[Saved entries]
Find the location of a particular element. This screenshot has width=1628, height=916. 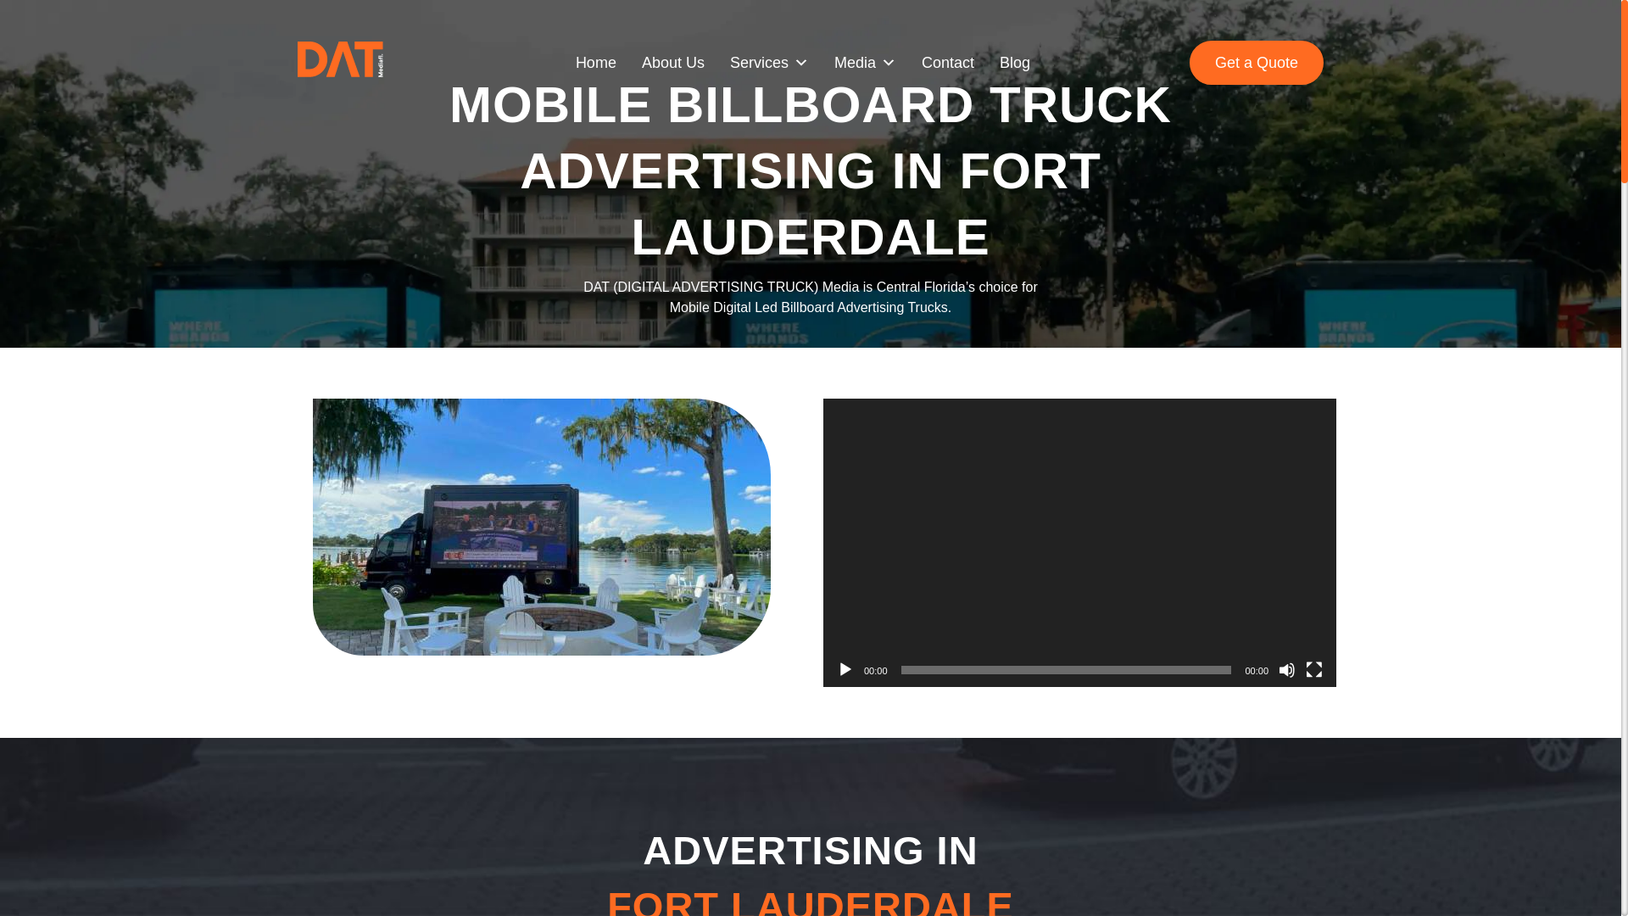

About Us is located at coordinates (673, 63).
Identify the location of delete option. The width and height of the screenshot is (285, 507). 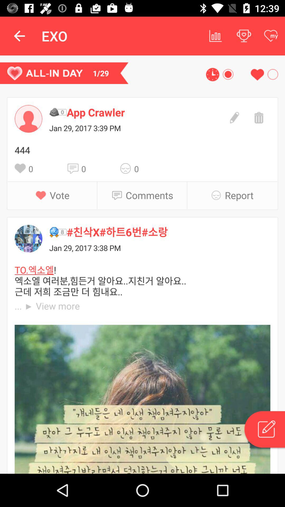
(258, 117).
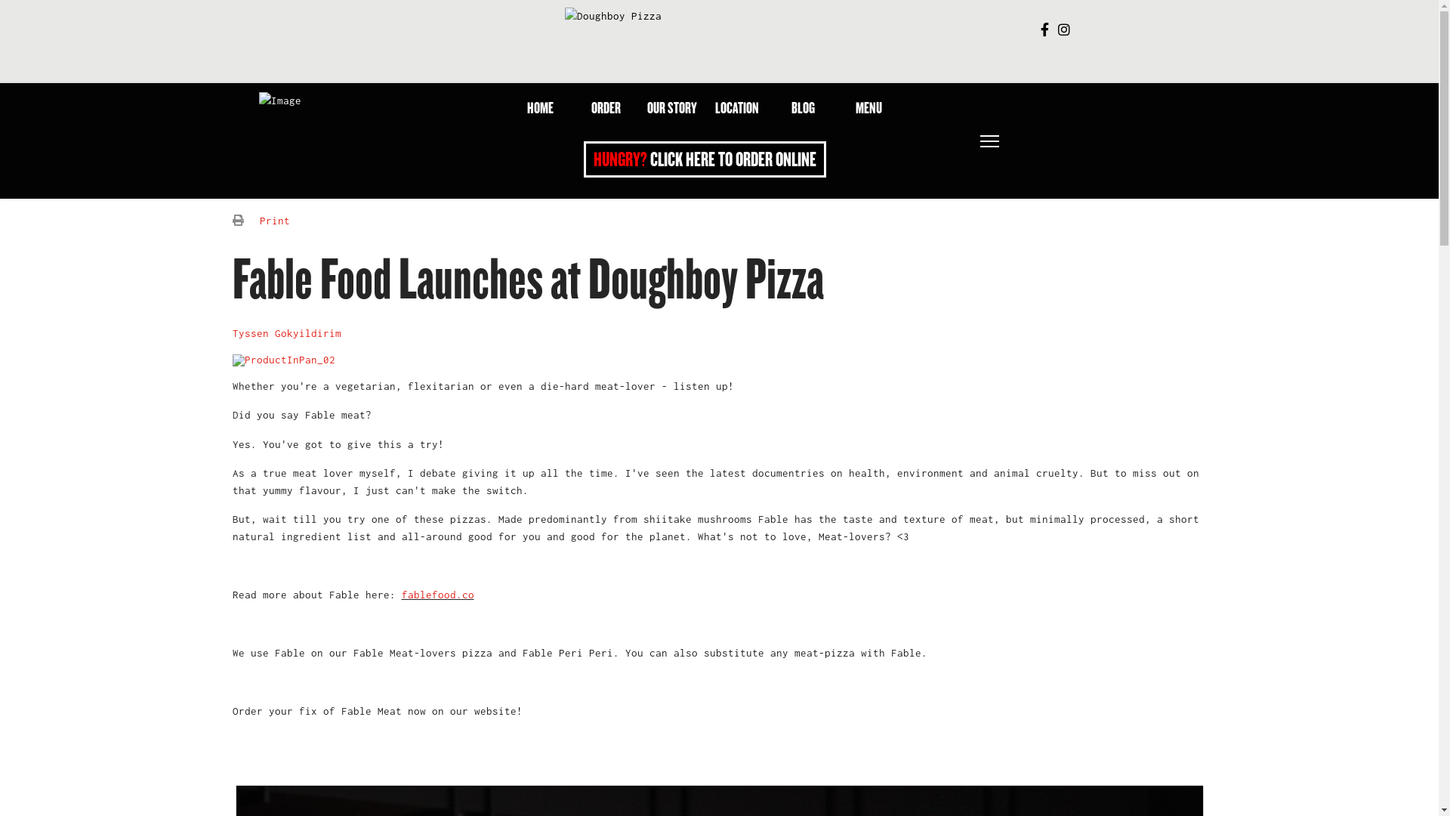 This screenshot has width=1450, height=816. Describe the element at coordinates (275, 221) in the screenshot. I see `Print` at that location.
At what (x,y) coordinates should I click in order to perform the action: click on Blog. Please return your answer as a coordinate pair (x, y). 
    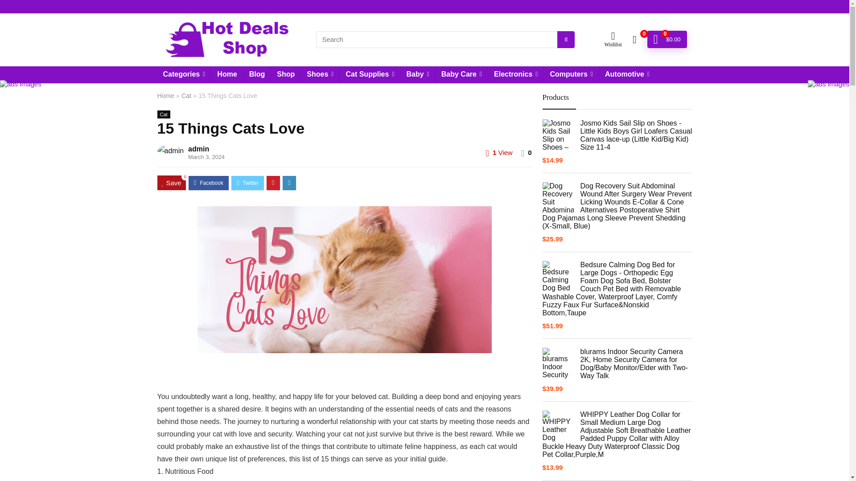
    Looking at the image, I should click on (257, 75).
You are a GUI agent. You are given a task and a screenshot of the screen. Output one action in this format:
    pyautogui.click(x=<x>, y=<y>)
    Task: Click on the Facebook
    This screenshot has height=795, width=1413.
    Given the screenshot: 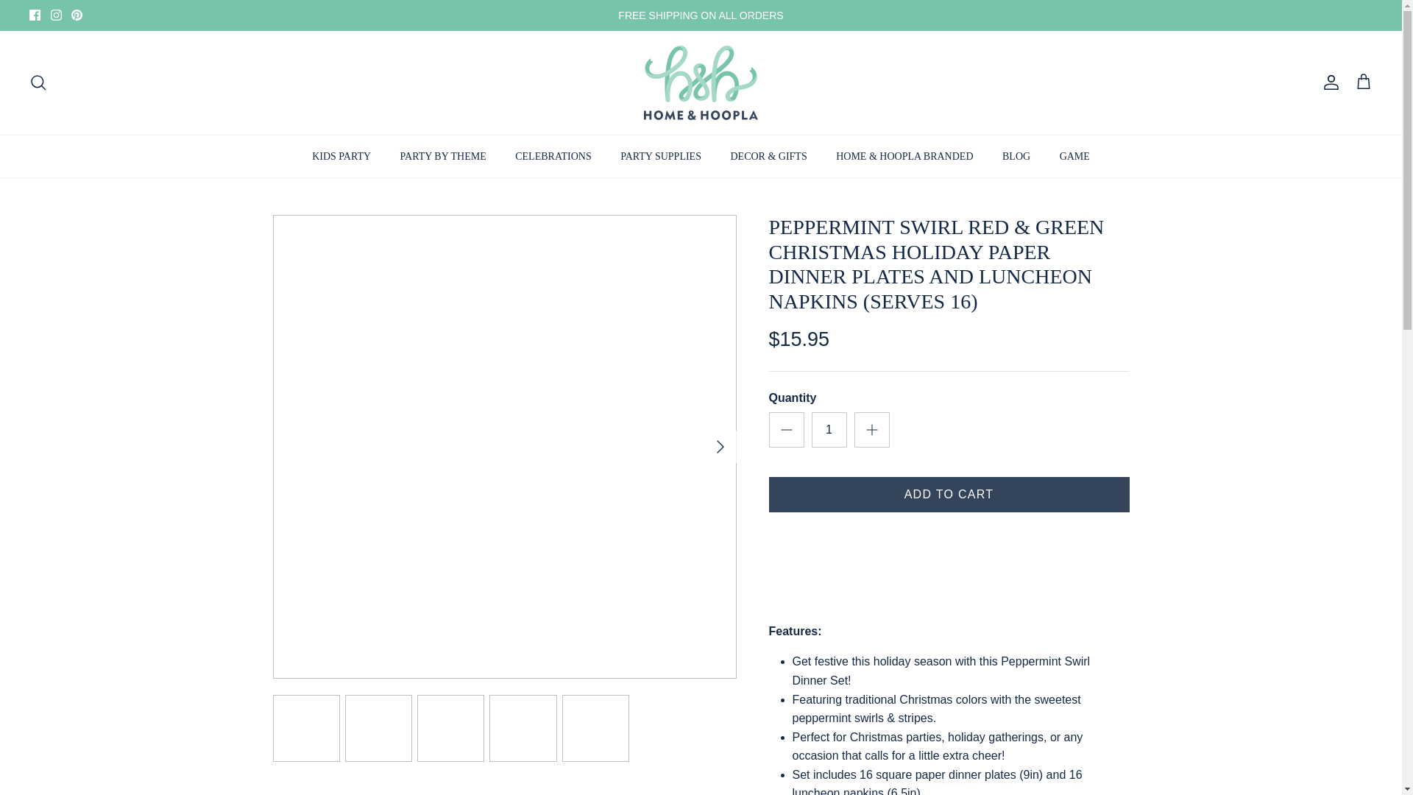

**TO DO**
The answer must be an exact copy of the entries, with the pictures omitted.

**EXPECTED OUTPUT**
Find the location of a particular element. This screenshot has width=1628, height=916. 

About Us is located at coordinates (673, 63).
Identify the location of delete option. The width and height of the screenshot is (285, 507). 
(258, 117).
 This screenshot has width=1450, height=816. Describe the element at coordinates (275, 221) in the screenshot. I see `Print` at that location.
At what (x,y) coordinates should I click in order to perform the action: click on Blog. Please return your answer as a coordinate pair (x, y). 
    Looking at the image, I should click on (257, 75).
You are a GUI agent. You are given a task and a screenshot of the screen. Output one action in this format:
    pyautogui.click(x=<x>, y=<y>)
    Task: Click on the Facebook
    This screenshot has height=795, width=1413.
    Given the screenshot: 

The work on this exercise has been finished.